First project.

A project is a folder on your disk. Everything inside it — notebooks, dashboards, connection profiles, outputs — lives locally until you publish.

Create it

  1. Open Orchid. You'll land on the project shelf.
  2. Click New project.
  3. Pick a folder anywhere on your machine. Orchid uses the folder name as the project name.
  4. The IDE opens with an empty notebook ready to edit.
Existing folder

You can point Orchid at any existing folder.
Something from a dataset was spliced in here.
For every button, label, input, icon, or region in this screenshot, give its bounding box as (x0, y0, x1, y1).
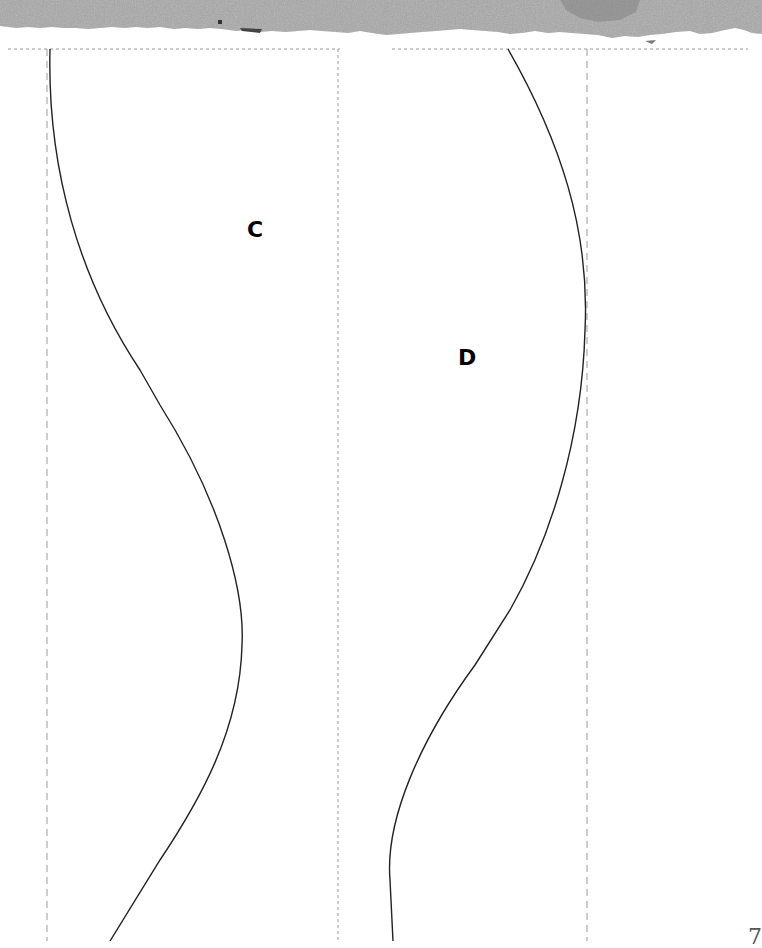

It won't touch files outside .orchid/ and the notebooks you create.

What's in a project

After a few minutes of work, a typical project looks like:

my-analysis/
analysis.orchid
revenue.orchid
q3.orchid-dashboard
.orchid/
project.yaml
connections/
outputs/
  • *.orchid — your notebooks. YAML, diff-friendly.
  • *.orchid-dashboard — your dashboards. YAML grid of tiles bound to notebook blocks.
  • .orchid/project.yaml — project metadata (name, slug, Python version).
  • .orchid/connections/ — connection profiles (no credentials; those live in your OS keychain).
  • .orchid/outputs/ — large cell outputs spilled to disk so notebooks stay diff-friendly.

Version control

Run git init in the project folder and commit. Notebooks are plain YAML, so git diffs are readable and merges are sensible. The .orchid/outputs/ folder is gitignored by default; pin it back in if you want outputs versioned alongside source.

What's next

Connect a source and write your first query.